“He wielded power ruthlessly. The first time I arrived at the fort to meet Dostum there were bloodstains and pieces of flesh in the muddy courtyard. I innocently asked the guards if a goat had been slaughtered. They told me that a man had been tied to the tracks of a Russian-made tank, which then drove around the courtyard crushing his body to mincemeat, as the garrison and Dostum watched. The Uzbeks, the roughest and toughest of all Central Asian nationalities, are noted for their love of marauding and pillaging — a hangover from their origins as a part of Genghis Khan’s hordes and Dostum was an apt leader.” (Ahmad Rashid, “The Taliban”, page 56).
Upon such horrors was General Abdul Rashid Dostum’s mini ethnic Uzbek state in northern Afghanistan built. The infamous warlord, also rumoured to have tied his enemies to the muzzle of a cannon before firing, has been a mainstay of Afghan politics right since the Soviet invasion of the country in 1979. Even at 60, Dostum is a huge and intimidating figure. More than 6 feet tall, with a bushy moustache and bulging biceps, he is “a bear of a man with a gruff laugh, which, some Uzbeks swear, has on occasion frightened people to death”.
Dostum was born in 1954 in Khojha Dukoh, northern Afghanistan. As a “4 Star General”, he served as chief of staff to the commander-in-chief, the outgoing president Hamid Karzai.
In the late 1970s, he was arrested and jailed by Khalqi nationalists who came to his village pushing for land reforms. In 1979 when the Soviets invaded and toppled the Khalqis, Dostum and other political prisoners were released. The politically astute Dostum joined the invaders and started working alongside them, heading a militia called Jowzjan, originally composed of 600 men.
His was essentially a war against the Mujahideen fighters, who were battling to evict the Red Army from Afghanistan with the help of America, Saudi Arabia and Pakistan. Dostum’s militia expanded to become the so-called “53rd Division of the Afghan Army”, and Dostum bestowed upon himself the rank of a “4 star general”. At its peak he commanded 50,000 well-armed men who were used to crush those fighting to free Afghanistan from the horrific Soviet occupation.
He continued to support the Soviet puppet government in Afghanistan even after the collapse of the Soviet Union in 1990, until 1992 when, in true Dostum style, he switched sides and joined the legendary Mujahideen commander Ahmad Shah Masoud, an ethnic Tajik and, like Dostum, a member of a minority group in Pashtun-dominated Afghanistan.
After the fall of Kabul in 1992, Dostum ran the northern Uzbek areas like his private fiefdom, with his capital in Mazar-e-Sharif.

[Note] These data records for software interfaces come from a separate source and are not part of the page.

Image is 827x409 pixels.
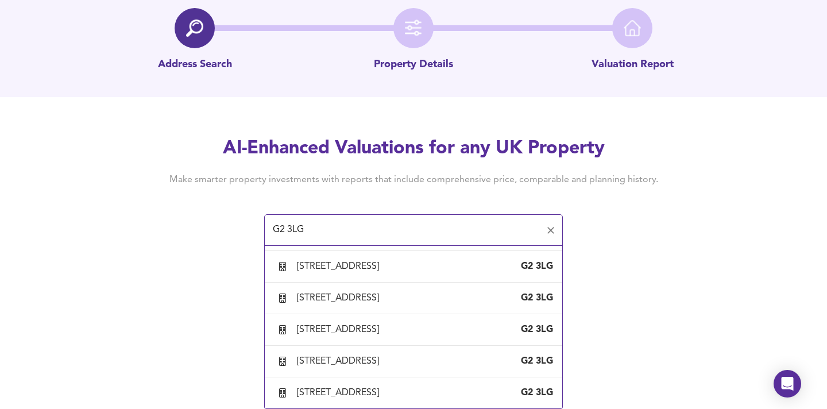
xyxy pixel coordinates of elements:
button: Clear [543,222,559,238]
div: G2 3LG [507,355,553,367]
p: Valuation Report [591,57,674,72]
div: [STREET_ADDRESS] [297,292,384,304]
img: filter-icon [405,20,422,37]
div: G2 3LG [507,386,553,399]
p: Address Search [158,57,232,72]
img: search-icon [186,20,203,37]
div: [STREET_ADDRESS] [297,323,384,336]
h2: AI-Enhanced Valuations for any UK Property [152,136,675,161]
p: Property Details [374,57,453,72]
div: [STREET_ADDRESS] [297,260,384,273]
div: [STREET_ADDRESS] [297,355,384,367]
div: Open Intercom Messenger [773,370,801,397]
div: [STREET_ADDRESS] [297,386,384,399]
img: home-icon [624,20,641,37]
div: G2 3LG [507,323,553,336]
div: G2 3LG [507,260,553,273]
input: Enter a postcode to start... [269,219,540,241]
div: G2 3LG [507,292,553,304]
h4: Make smarter property investments with reports that include comprehensive price, comparable and p... [152,173,675,186]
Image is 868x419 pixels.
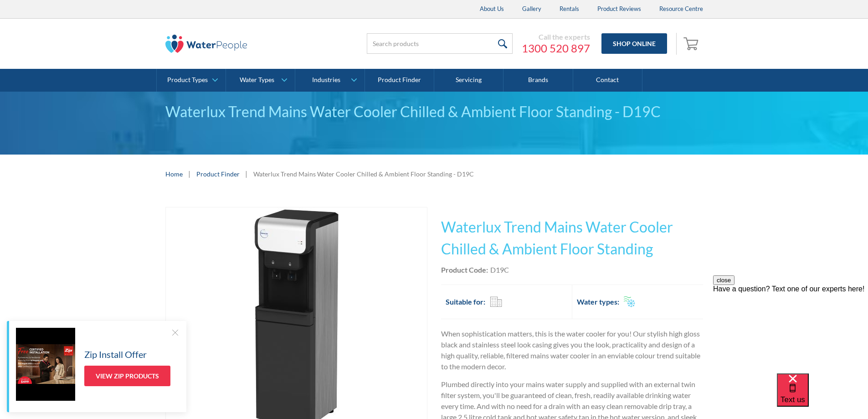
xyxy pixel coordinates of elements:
[187,168,192,179] div: |
[573,69,642,92] a: Contact
[156,69,225,92] a: Product Types
[166,35,247,53] img: The Water People
[490,265,509,275] div: D19C
[196,169,240,179] a: Product Finder
[85,366,171,386] a: View Zip Products
[434,69,503,92] a: Servicing
[85,347,146,361] h5: Zip Install Offer
[441,216,703,260] h1: Waterlux Trend Mains Water Cooler Chilled & Ambient Floor Standing
[312,76,341,84] div: Industries
[240,76,274,84] div: Water Types
[522,32,590,41] div: Call the experts
[446,296,485,307] h2: Suitable for:
[683,36,700,51] img: shopping cart
[503,69,572,92] a: Brands
[681,33,703,55] a: Open empty cart
[166,169,183,179] a: Home
[776,373,868,419] iframe: podium webchat widget bubble
[713,275,868,385] iframe: podium webchat widget prompt
[244,168,249,179] div: |
[253,169,473,179] div: Waterlux Trend Mains Water Cooler Chilled & Ambient Floor Standing - D19C
[601,33,667,54] a: Shop Online
[166,101,703,122] div: Waterlux Trend Mains Water Cooler Chilled & Ambient Floor Standing - D19C
[226,69,295,92] a: Water Types
[441,265,488,274] strong: Product Code:
[522,41,590,55] a: 1300 520 897
[365,69,434,92] a: Product Finder
[167,76,208,84] div: Product Types
[295,69,364,92] a: Industries
[577,296,619,307] h2: Water types:
[367,33,513,54] input: Search products
[441,328,703,372] p: When sophistication matters, this is the water cooler for you! Our stylish high gloss black and s...
[16,328,75,401] img: Zip Install Offer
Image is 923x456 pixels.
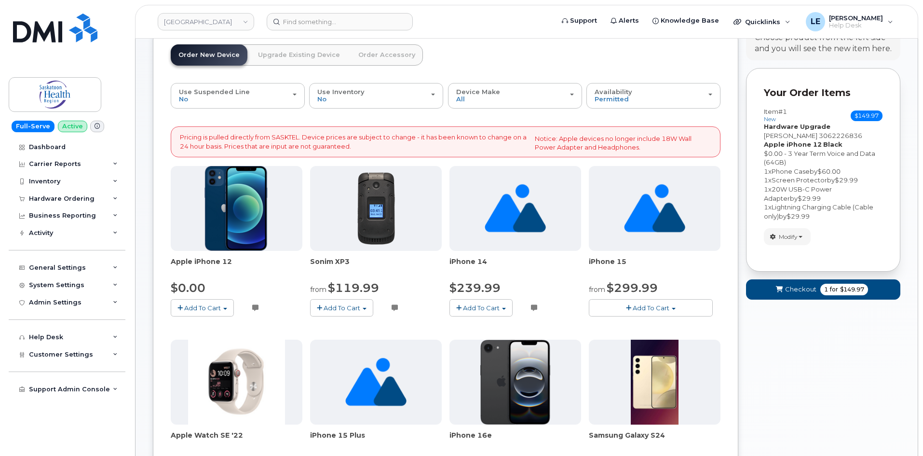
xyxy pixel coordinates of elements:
span: Phone Case [772,167,810,175]
div: iPhone 15 [589,257,721,276]
span: 3062226836 [819,132,862,139]
button: Add To Cart [171,299,234,316]
span: Checkout [785,285,817,294]
p: Your Order Items [764,86,883,100]
span: Add To Cart [463,304,500,312]
span: #1 [778,108,787,115]
div: iPhone 16e [449,430,581,449]
span: for [828,285,840,294]
div: Apple iPhone 12 [171,257,302,276]
img: no_image_found-2caef05468ed5679b831cfe6fc140e25e0c280774317ffc20a367ab7fd17291e.png [624,166,685,251]
span: $149.97 [840,285,864,294]
span: All [456,95,465,103]
div: x by [764,176,883,185]
span: 1 [824,285,828,294]
span: Add To Cart [184,304,221,312]
a: Order Accessory [351,44,423,66]
span: Apple Watch SE '22 [171,430,302,449]
img: S24.jpg [631,340,679,424]
div: $0.00 - 3 Year Term Voice and Data (64GB) [764,149,883,167]
div: x by [764,167,883,176]
h3: Item [764,108,787,122]
strong: Apple iPhone 12 [764,140,822,148]
img: iPhone_16e_Black_PDP_Image_Position_1__en-US-657x800.png [480,340,550,424]
button: Use Suspended Line No [171,83,305,108]
a: Support [555,11,604,30]
a: Saskatoon Health Region [158,13,254,30]
span: No [317,95,327,103]
small: new [764,116,776,122]
button: Device Make All [448,83,582,108]
span: $0.00 [171,281,205,295]
a: Alerts [604,11,646,30]
img: no_image_found-2caef05468ed5679b831cfe6fc140e25e0c280774317ffc20a367ab7fd17291e.png [345,340,407,424]
span: Use Suspended Line [179,88,250,95]
span: $239.99 [449,281,501,295]
span: 1 [764,185,768,193]
div: Quicklinks [727,12,797,31]
div: Choose product from the left side and you will see the new item here. [755,32,892,54]
strong: Hardware Upgrade [764,122,830,130]
span: Quicklinks [745,18,780,26]
span: 20W USB-C Power Adapter [764,185,832,202]
button: Add To Cart [310,299,373,316]
div: Logan Ellison [799,12,900,31]
img: no_image_found-2caef05468ed5679b831cfe6fc140e25e0c280774317ffc20a367ab7fd17291e.png [485,166,546,251]
span: $29.99 [798,194,821,202]
span: 1 [764,176,768,184]
span: $29.99 [835,176,858,184]
button: Checkout 1 for $149.97 [746,279,900,299]
small: from [589,285,605,294]
span: $29.99 [787,212,810,220]
p: Notice: Apple devices no longer include 18W Wall Power Adapter and Headphones. [535,134,711,152]
a: Upgrade Existing Device [250,44,348,66]
span: Support [570,16,597,26]
p: Pricing is pulled directly from SASKTEL. Device prices are subject to change - it has been known ... [180,133,527,150]
span: Add To Cart [324,304,360,312]
div: iPhone 14 [449,257,581,276]
span: 1 [764,167,768,175]
div: Sonim XP3 [310,257,442,276]
span: Add To Cart [633,304,669,312]
span: Permitted [595,95,629,103]
span: $60.00 [817,167,841,175]
input: Find something... [267,13,413,30]
div: iPhone 15 Plus [310,430,442,449]
span: Modify [779,232,798,241]
span: Device Make [456,88,500,95]
span: 1 [764,203,768,211]
button: Add To Cart [589,299,713,316]
button: Add To Cart [449,299,513,316]
img: 150 [357,172,395,245]
span: $149.97 [851,110,883,121]
div: x by [764,185,883,203]
iframe: Messenger Launcher [881,414,916,449]
span: Knowledge Base [661,16,719,26]
span: No [179,95,188,103]
span: Alerts [619,16,639,26]
span: [PERSON_NAME] [829,14,883,22]
span: Help Desk [829,22,883,29]
div: Samsung Galaxy S24 [589,430,721,449]
a: Knowledge Base [646,11,726,30]
span: Lightning Charging Cable (Cable only) [764,203,873,220]
span: $119.99 [328,281,379,295]
div: x by [764,203,883,220]
span: $299.99 [607,281,658,295]
small: from [310,285,327,294]
button: Modify [764,228,811,245]
span: Screen Protector [772,176,827,184]
img: iphone-12-blue.png [204,166,269,251]
img: Screenshot_2022-11-04_110105.png [188,340,285,424]
button: Availability Permitted [586,83,721,108]
span: Availability [595,88,632,95]
strong: Black [823,140,843,148]
button: Use Inventory No [309,83,443,108]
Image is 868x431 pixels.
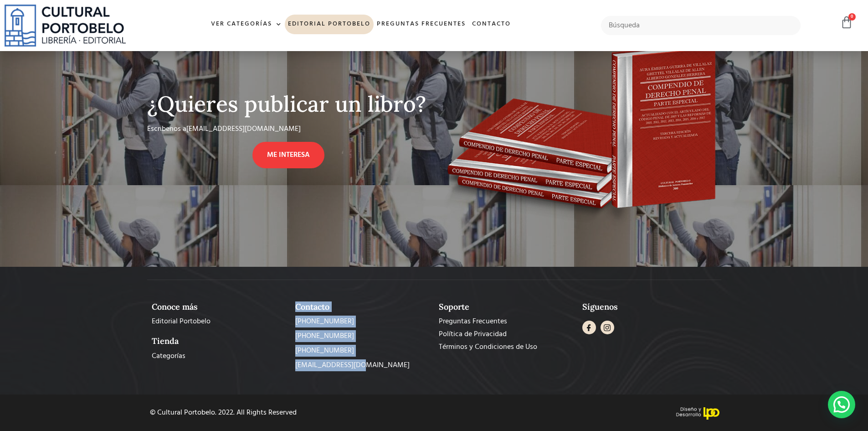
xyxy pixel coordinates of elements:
span: Términos y Condiciones de Uso [439,341,537,352]
span: Preguntas Frecuentes [439,316,507,327]
div: © Cultural Portobelo. 2022. All Rights Reserved [150,409,427,416]
a: 0 [840,16,853,29]
a: Preguntas Frecuentes [439,316,573,327]
a: Editorial Portobelo [285,14,374,34]
a: [PHONE_NUMBER] [295,331,429,341]
span: [PHONE_NUMBER] [295,316,354,327]
h2: Síguenos [582,302,716,312]
a: Editorial Portobelo [152,316,286,327]
a: Categorías [152,351,286,362]
h2: Tienda [152,336,286,346]
h2: Contacto [295,302,429,312]
span: Política de Privacidad [439,328,507,339]
span: [PHONE_NUMBER] [295,345,354,356]
h2: ¿Quieres publicar un libro? [147,92,429,116]
a: [EMAIL_ADDRESS][DOMAIN_NAME] [186,123,301,135]
a: Ver Categorías [208,14,285,34]
input: Búsqueda [601,16,801,35]
a: [PHONE_NUMBER] [295,345,429,356]
a: Preguntas frecuentes [374,14,469,34]
span: [PHONE_NUMBER] [295,331,354,341]
a: Términos y Condiciones de Uso [439,341,573,352]
div: Escribenos a [147,123,421,142]
a: [PHONE_NUMBER] [295,316,429,327]
a: [EMAIL_ADDRESS][DOMAIN_NAME] [295,360,429,370]
span: [EMAIL_ADDRESS][DOMAIN_NAME] [295,360,410,370]
span: 0 [849,13,856,20]
span: Editorial Portobelo [152,316,211,327]
a: Contacto [469,14,514,34]
h2: Soporte [439,302,573,312]
a: Política de Privacidad [439,328,573,339]
span: ME INTERESA [267,149,310,160]
h2: Conoce más [152,302,286,312]
a: ME INTERESA [253,142,325,168]
span: Categorías [152,351,185,362]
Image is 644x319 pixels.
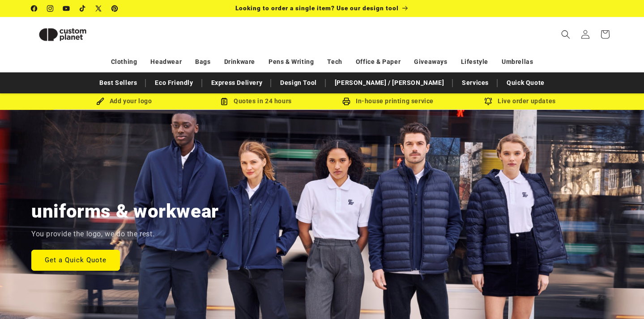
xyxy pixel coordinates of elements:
[235,5,399,12] span: Looking to order a single item? Use our design tool
[95,75,141,91] a: Best Sellers
[461,54,488,70] a: Lifestyle
[31,228,154,241] p: You provide the logo, we do the rest.
[327,54,342,70] a: Tech
[220,98,228,106] img: Order Updates Icon
[414,54,447,70] a: Giveaways
[195,54,210,70] a: Bags
[31,200,219,224] h2: uniforms & workwear
[322,95,454,107] div: In-house printing service
[454,95,586,107] div: Live order updates
[269,54,314,70] a: Pens & Writing
[59,95,190,107] div: Add your logo
[330,75,448,91] a: [PERSON_NAME] / [PERSON_NAME]
[342,98,350,106] img: In-house printing
[502,75,549,91] a: Quick Quote
[111,54,137,70] a: Clothing
[150,54,181,70] a: Headwear
[207,75,267,91] a: Express Delivery
[28,17,124,52] a: Custom Planet
[96,98,104,106] img: Brush Icon
[31,21,94,49] img: Custom Planet
[276,75,321,91] a: Design Tool
[355,54,400,70] a: Office & Paper
[31,249,119,270] a: Get a Quick Quote
[501,54,533,70] a: Umbrellas
[484,98,492,106] img: Order updates
[556,25,575,44] summary: Search
[150,75,197,91] a: Eco Friendly
[190,95,322,107] div: Quotes in 24 hours
[224,54,255,70] a: Drinkware
[457,75,493,91] a: Services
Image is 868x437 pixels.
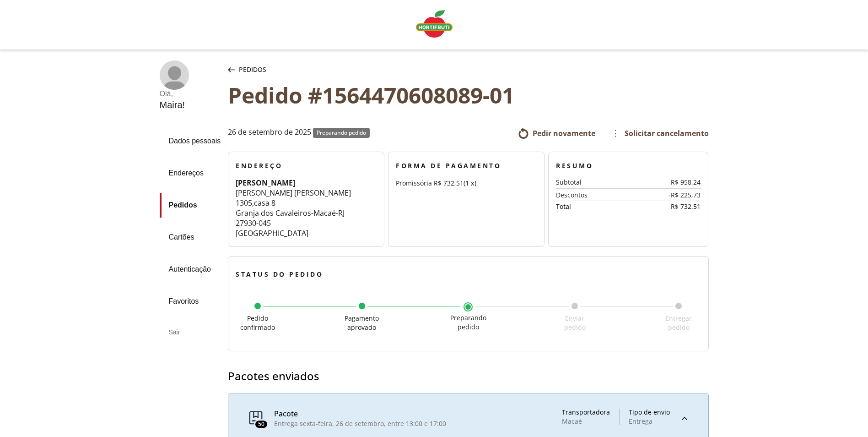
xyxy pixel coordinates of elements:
[235,198,253,208] span: 1305
[665,314,692,332] span: Entregar pedido
[317,129,366,136] span: Preparando pedido
[228,82,709,108] div: Pedido #1564470608089-01
[413,6,456,43] a: Logo
[396,161,537,171] h3: Forma de Pagamento
[235,188,351,198] span: [PERSON_NAME] [PERSON_NAME]
[274,420,446,428] div: Entrega sexta-feira, 26 de setembro, entre 13:00 e 17:00
[556,203,628,210] div: Total
[396,178,537,188] div: Promissória
[160,257,221,282] a: Autenticação
[313,208,336,218] span: Macaé
[556,161,701,171] h3: Resumo
[564,314,586,332] span: Enviar pedido
[254,198,276,208] span: casa 8
[562,418,610,425] div: Macaé
[160,100,186,111] div: Maira !
[259,422,265,428] span: 50
[556,179,643,186] div: Subtotal
[562,409,610,416] div: Transportadora
[235,161,377,171] h3: Endereço
[610,126,709,141] a: Solicitar cancelamento
[450,314,486,332] span: Preparando pedido
[416,10,453,38] img: Logo
[629,409,670,416] div: Tipo de envio
[312,208,313,218] span: -
[345,314,379,332] span: Pagamento aprovado
[235,208,312,218] span: Granja dos Cavaleiros
[434,179,464,188] span: R$ 732,51
[160,129,221,153] a: Dados pessoais
[160,161,221,186] a: Endereços
[643,179,701,186] div: R$ 958,24
[253,198,254,208] span: ,
[235,270,324,278] span: Status do pedido
[274,410,446,418] div: Pacote
[228,128,312,138] span: 26 de setembro de 2025
[556,192,643,199] div: Descontos
[235,228,308,238] span: [GEOGRAPHIC_DATA]
[643,192,701,199] div: -R$ 225,73
[160,289,221,314] a: Favoritos
[338,208,345,218] span: RJ
[628,203,701,210] div: R$ 732,51
[235,218,271,228] span: 27930-045
[228,370,709,382] h3: Pacotes enviados
[160,225,221,249] a: Cartões
[518,128,596,139] a: Pedir novamente
[226,61,268,79] button: Pedidos
[160,321,221,343] div: Sair
[160,193,221,218] a: Pedidos
[235,177,295,188] strong: [PERSON_NAME]
[241,314,275,332] span: Pedido confirmado
[629,418,670,425] div: Entrega
[239,65,266,75] span: Pedidos
[336,208,338,218] span: -
[464,179,477,188] span: (1 x)
[532,129,596,138] span: Pedir novamente
[160,90,186,98] div: Olá ,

When his sworn enemies — the Taliban — reached the gates of Mazar, carrying out their own massacres, he fled into exile in Turkey, only to return in 2001, to help America in its war on the Taliban following the attacks of 9/11, which came as a boon to Dostum.
The warlord — a genuine survivor — was back in business. Under what came to be known as the Dasht-i-Leili massacre, Dostum’s militiamen killed up to 3,000 Taliban prisoners by shooting and/or suffocating them in metal containers while they were being transported to be handed over to US troops in December 2001. Satellite images of the mass graves in the Dasht-i-Leili desert were released by the UN and Physicians for Human Rights. But Dostum was protected from any prosecution for the massacre by his many friends in Washington, especially in the Central Intelligence Agency (CIA). In fact, after the fall of the Taliban, his militia was to a large extent funded by the CIA.
Peter Tomsen, the US special envoy to Afghan resistance fighters during their war against Soviet occupation two decades ago, told the Washington Times in October 2008: “The CIA made some cardinal errors when we went into Afghanistan by passing out millions and millions of dollars to Dostum ... He certainly should be sidelined and if he leaves the country we’ll see greater success in reaching the people.” He said the warlord’s Jowzjan militia had “raped young girls in front of their families and killed thousands upon thousands of people”.
Afghanistan has been cursed by its warlords and militias; they continue to exert influence in all fields. And the opportunism of its politicians doesn’t help either. Ashraf Ghani, seen as the front runner in tomorrow’s presidential elections, had branded Dostum “a known killer” in 2009, when the warlord was backing Karzai’s bid for re-election. Conveniently, however, Dostum became a running mate for Ghani this time around — the first vice-presidential candidate on Ghani’s ticket. This, while still maintaining his powerful private militia. Such is the nature of Afghan politics.
In June last year, Dostum was involved in a spat befitting an Afghan warlord. Apparently, he had called Mohammad Aleem Sayee, the deputy head of his Junbish-i-Milli political party and the governor of the Jowzjan province, and asked Sayee to join his efforts to start a new front against the Taliban in the north — a civil war within a civil war. Reportedly, Sayee refused, saying that that was the job of the Afghan National Army. Incensed, Dostum threatened to come to Jowzjan and kill the governor and his family. Sayee, knowing his boss, prepared his men for any eventuality. As promised, Dostum arrived, accompanied by about 50 bodyguards.
Sayee said that Dostum’s men tried to force their way in and opened fire. But the warlord contended that all he wanted to do was to have a discussion with his deputy, and, without provocation, his men had opened fire on the visitors.
In a press conference that Sayee held later, he declared: “These warlords would like to take Afghanistan back to those old days ... They are dreaming of the time they were running small fiefs around the country. They are threatening ordinary people and trying to intimidate them with the 2014 deadline of foreign forces’ withdrawal from Afghanistan.” Like they say, it takes one to know one.